Abstract:Mangroves are critical for climate-change mitigation, requiring reliable monitoring for effective conservation. While deep learning has emerged as a powerful tool for mangrove detection, its progress is hindered by the limitations of existing datasets. In particular, many resources provide only annual map products without curated single-date image-mask pairs, limited to specific regions rather than global coverage, or remain inaccessible to the public. To address these challenges, we introduce MANGO, a large-scale global dataset comprising 42,703 labeled image-mask pairs across 124 countries. To construct this dataset, we retrieve all available Sentinel-2 imagery within the year 2020 for mangrove regions and select the best single-date observations that align with the mangrove annual mask. This selection is performed using a target detection-driven approach that leverages pixel-wise coordinate references to ensure adaptive and representative image-mask pairings. We also provide a benchmark across diverse semantic segmentation architectures under a country-disjoint split, establishing a foundation for scalable and reliable global mangrove monitoring.
Abstract:The speckle noise inherent in Synthetic Aperture Radar (SAR) imagery significantly degrades image quality and complicates subsequent analysis. Given that SAR speckle is multiplicative and Gamma-distributed, effectively despeckling SAR imagery remains challenging. This paper introduces a novel self-supervised framework for SAR image despeckling based on score-based generative models operating in the transformed log domain. We first transform the data into the log-domain and then convert the speckle noise residuals into an approximately additive Gaussian distribution. This step enables the application of score-based models, which are trained in the transformed domain using a self-supervised objective. This objective allows our model to learn the clean underlying signal by training on further corrupted versions of the input data itself. Consequently, our method exhibits significantly shorter inference times compared to many existing self-supervised techniques, offering a robust and practical solution for SAR image restoration.
Abstract:Limited data is a common problem in remote sensing due to the high cost of obtaining annotated samples. In the few-shot segmentation task, models are typically trained on base classes with abundant annotations and later adapted to novel classes with limited examples. However, this often necessitates specialized model architectures or complex training strategies. Instead, we propose a simple approach that leverages diffusion models to generate diverse variations of novel-class objects within a given scene, conditioned by the limited examples of the novel classes. By framing the problem as an image inpainting task, we synthesize plausible instances of novel classes under various environments, effectively increasing the number of samples for the novel classes and mitigating overfitting. The generated samples are then assessed using a cosine similarity metric to ensure semantic consistency with the novel classes. Additionally, we employ Segment Anything Model (SAM) to segment the generated samples and obtain precise annotations. By using high-quality synthetic data, we can directly fine-tune off-the-shelf segmentation models. Experimental results demonstrate that our method significantly enhances segmentation performance in low-data regimes, highlighting its potential for real-world remote sensing applications.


* [PROBLEM REQUIREMENTS] The answer should consist of the full listing below, repeated exactly and free of pictures.

--- DATA ---

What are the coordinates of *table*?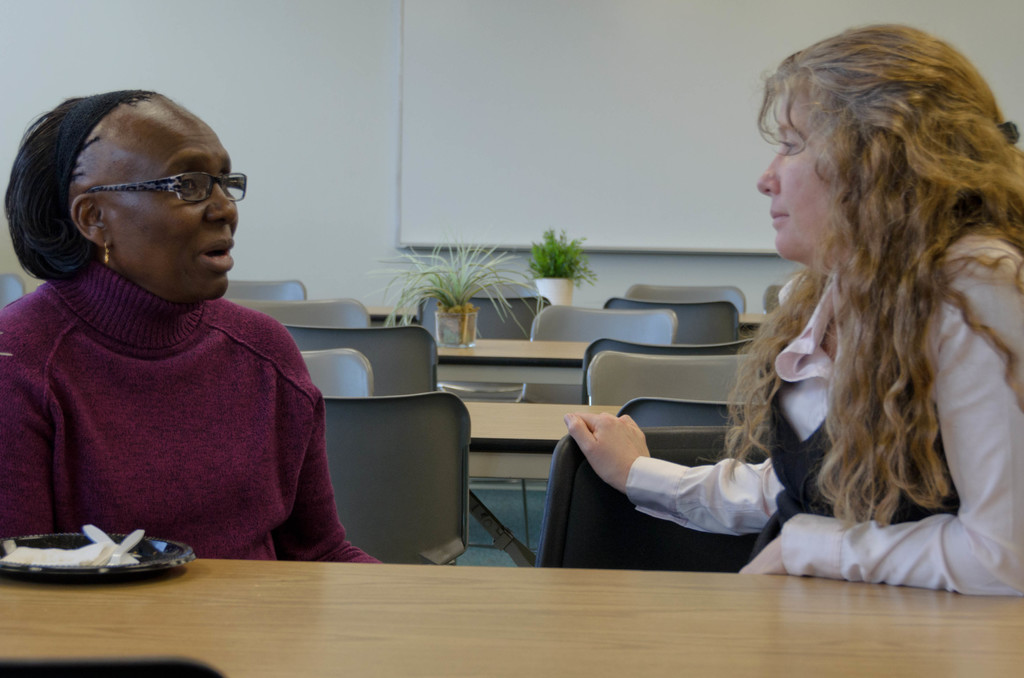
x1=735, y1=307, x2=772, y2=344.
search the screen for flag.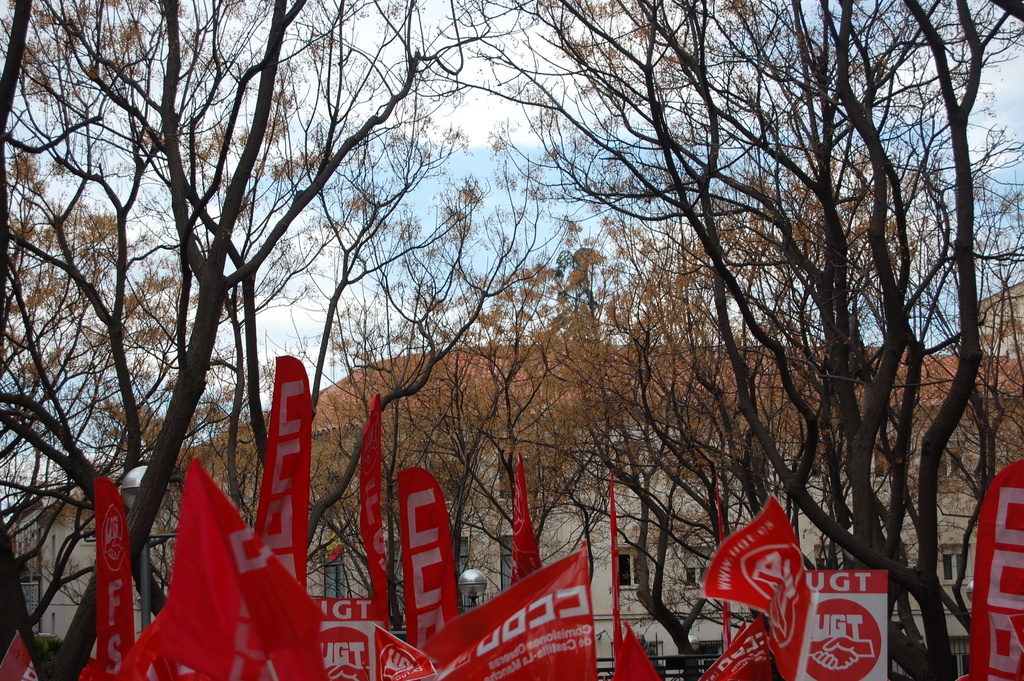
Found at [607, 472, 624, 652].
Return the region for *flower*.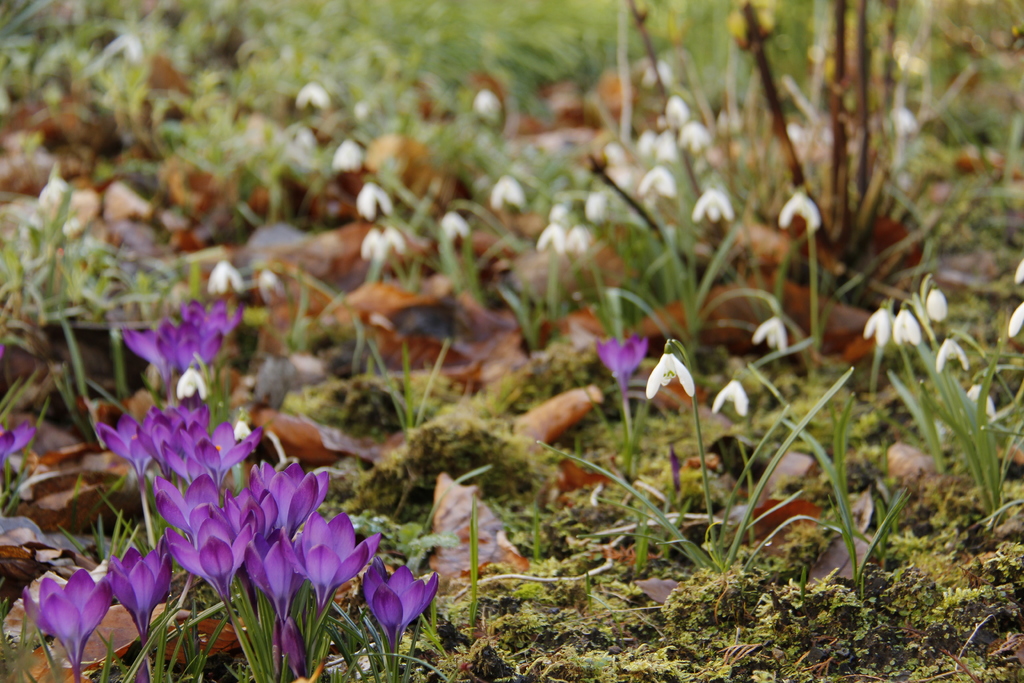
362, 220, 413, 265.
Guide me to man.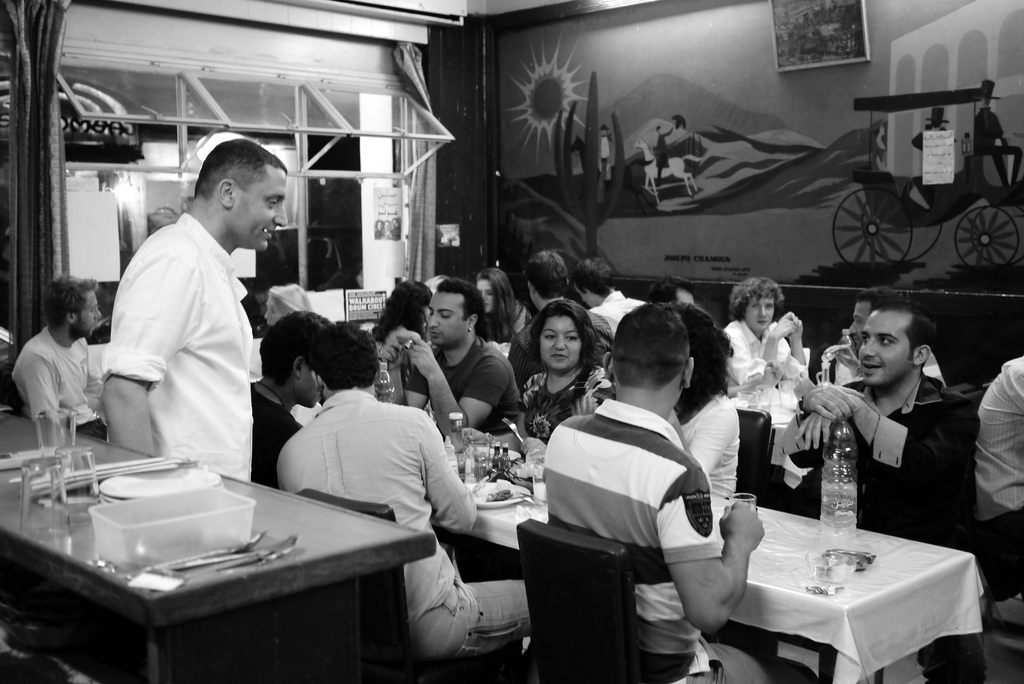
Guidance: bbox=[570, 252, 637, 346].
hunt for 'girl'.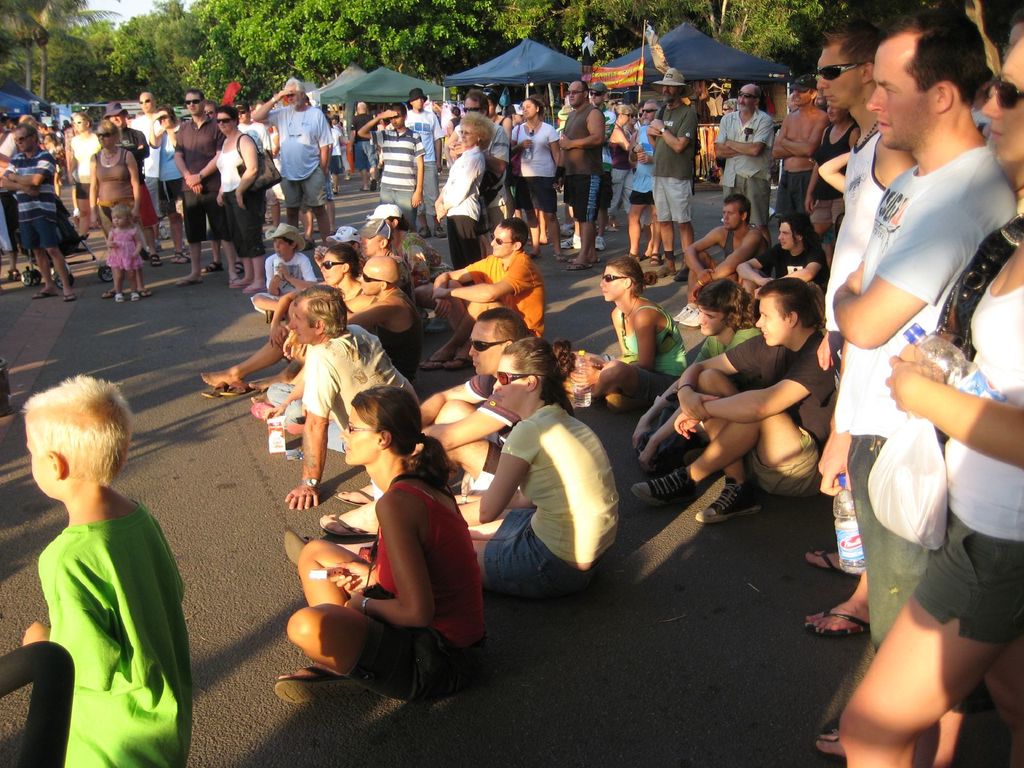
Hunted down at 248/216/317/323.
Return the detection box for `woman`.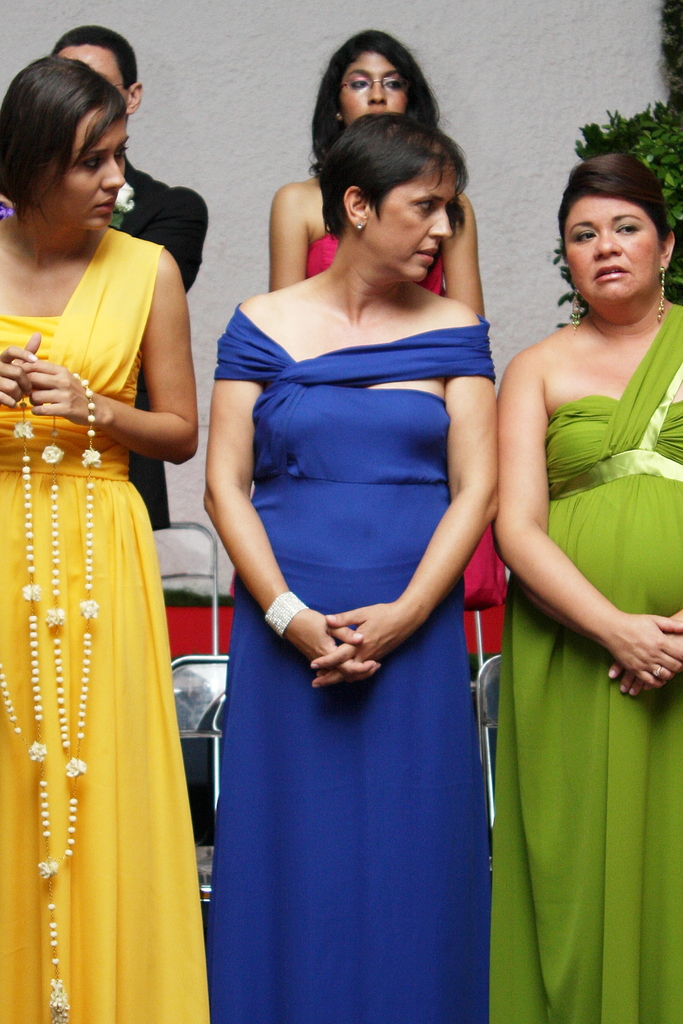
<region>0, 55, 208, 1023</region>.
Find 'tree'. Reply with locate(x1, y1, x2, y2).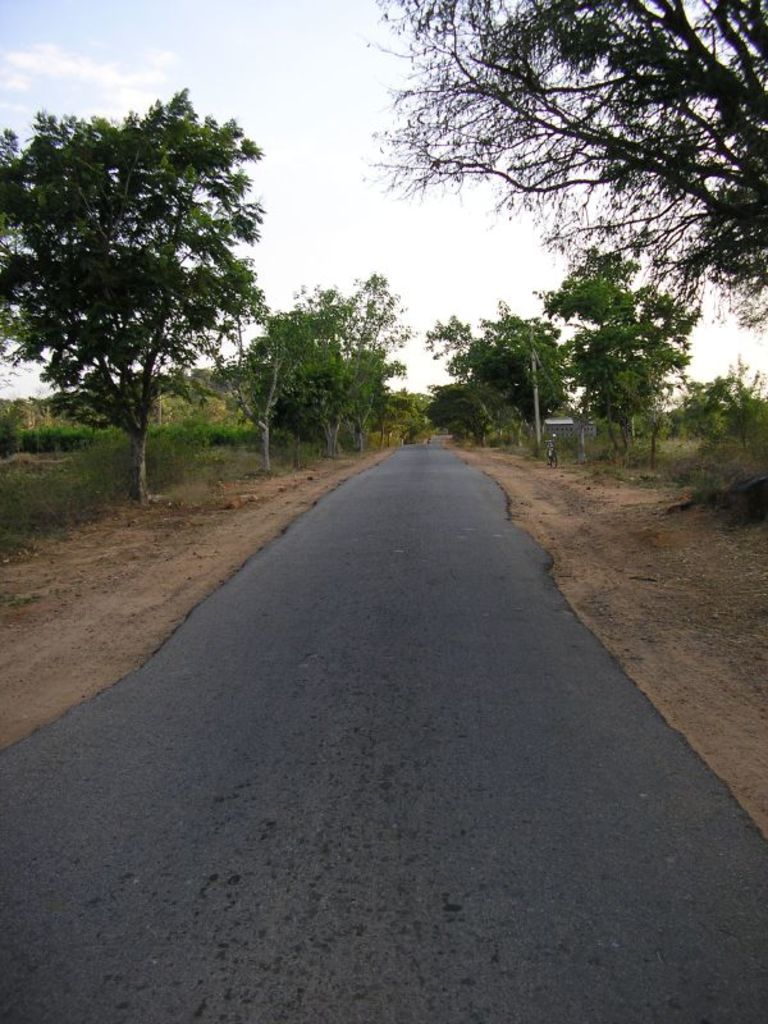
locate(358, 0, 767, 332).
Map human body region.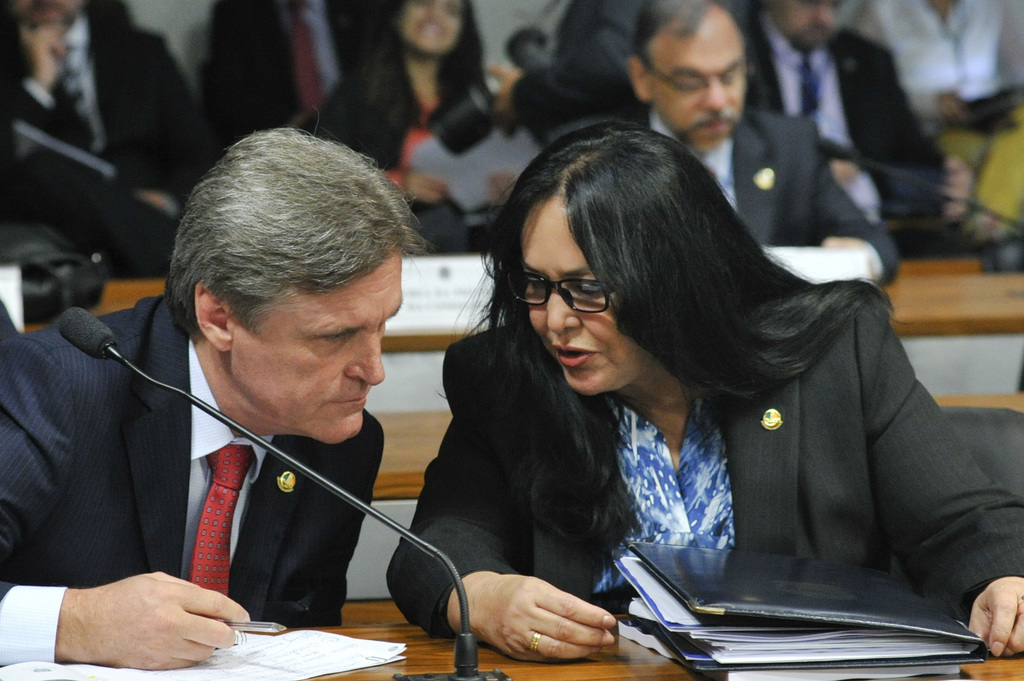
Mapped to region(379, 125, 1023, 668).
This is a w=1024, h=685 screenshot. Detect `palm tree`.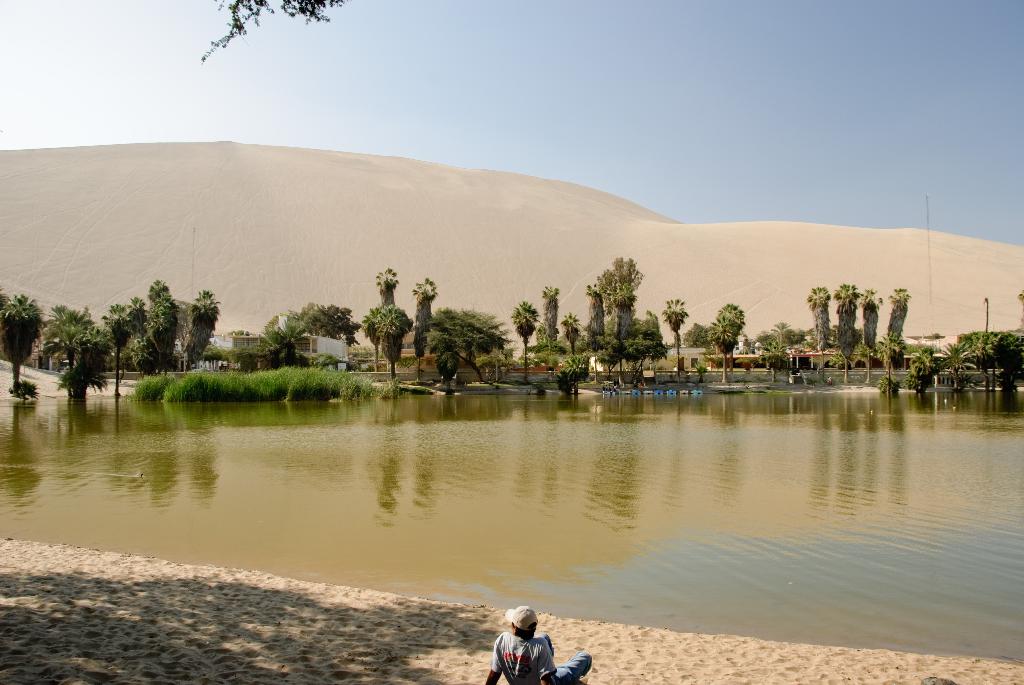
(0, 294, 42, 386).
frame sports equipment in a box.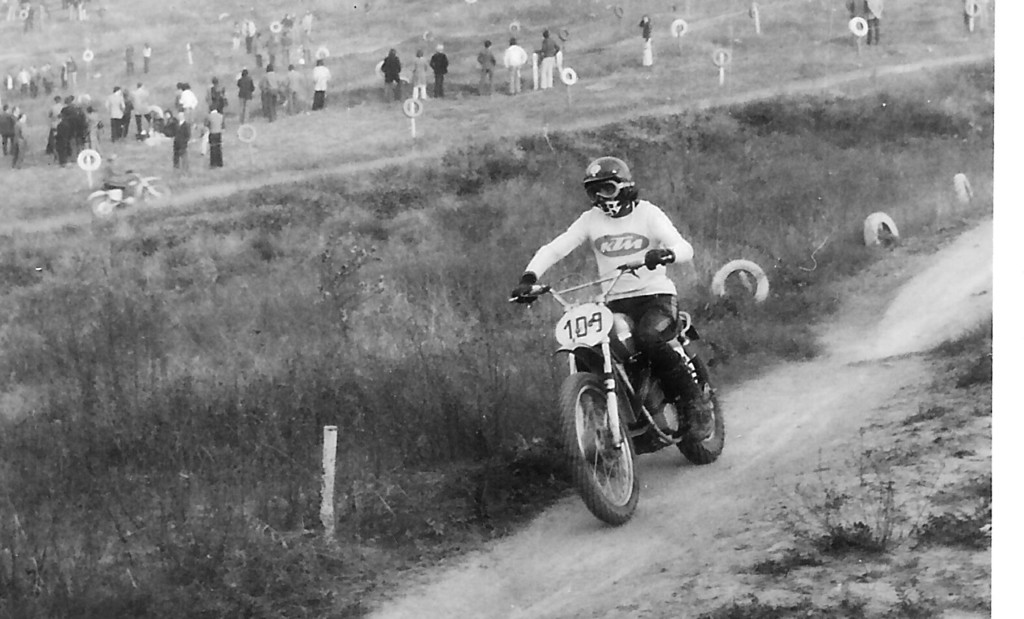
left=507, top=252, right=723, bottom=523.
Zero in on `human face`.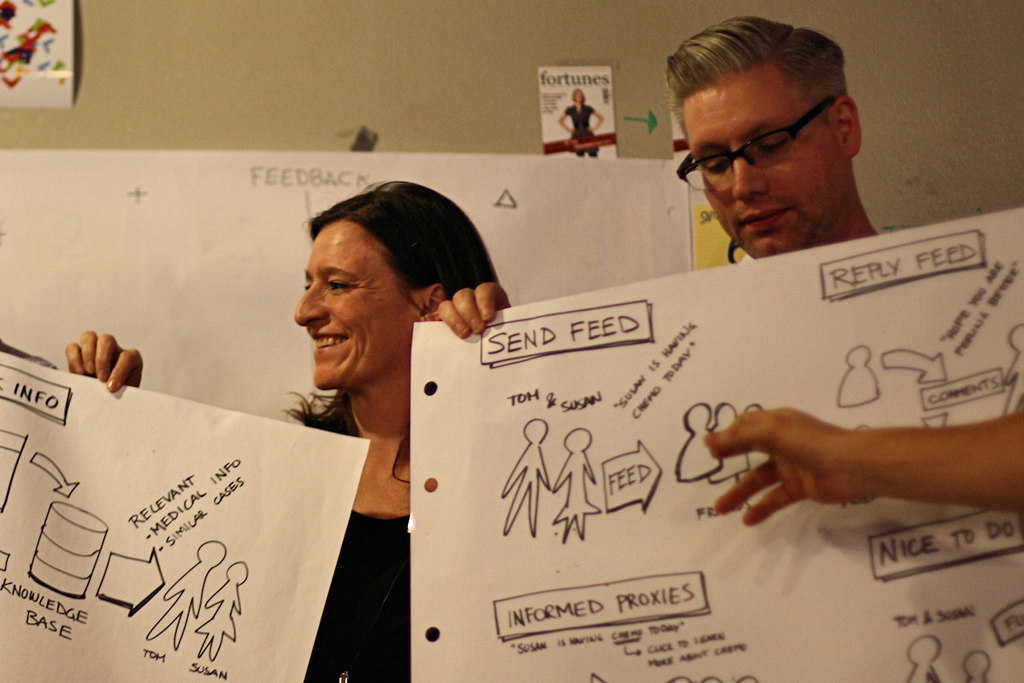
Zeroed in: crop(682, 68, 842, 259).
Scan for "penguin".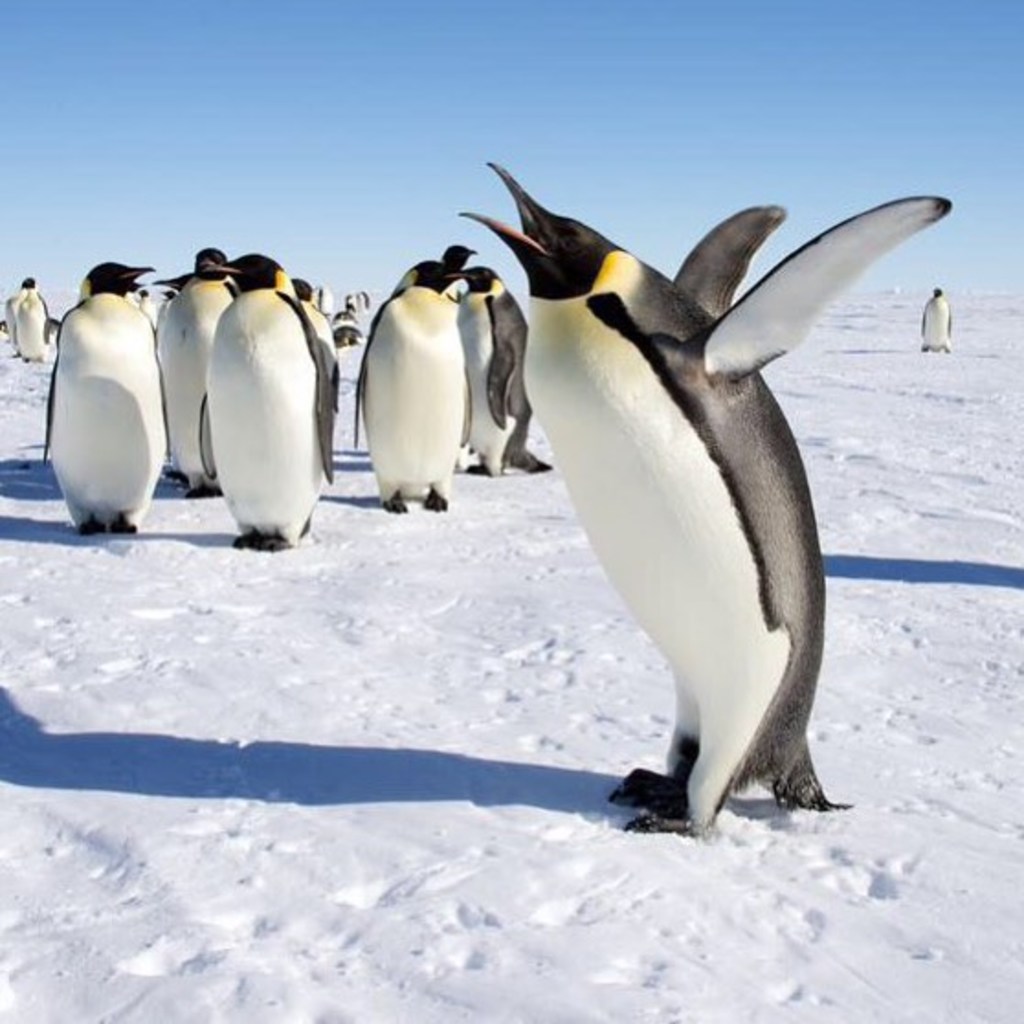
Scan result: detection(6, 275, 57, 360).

---

* [RESULT BELOW]
What are the coordinates of *table*?
x1=735, y1=307, x2=772, y2=344.
search the screen for flag.
Found at [607, 472, 624, 652].
Return the region for *flower*.
362, 220, 413, 265.
Guide me to man.
Guidance: bbox=[570, 252, 637, 346].
hunt for 'girl'.
Hunted down at 248/216/317/323.
Return the detection box for `woman`.
<region>0, 55, 208, 1023</region>.
Find 'tree'. Reply with locate(x1, y1, x2, y2).
locate(358, 0, 767, 332).
Map human body region.
Mapped to region(379, 125, 1023, 668).
This is a w=1024, h=685 screenshot. Detect `palm tree`.
(0, 294, 42, 386).
frame sports equipment in a box.
left=507, top=252, right=723, bottom=523.
Zero in on `human face`.
Zeroed in: crop(682, 68, 842, 259).
Scan for "penguin".
Scan result: detection(6, 275, 57, 360).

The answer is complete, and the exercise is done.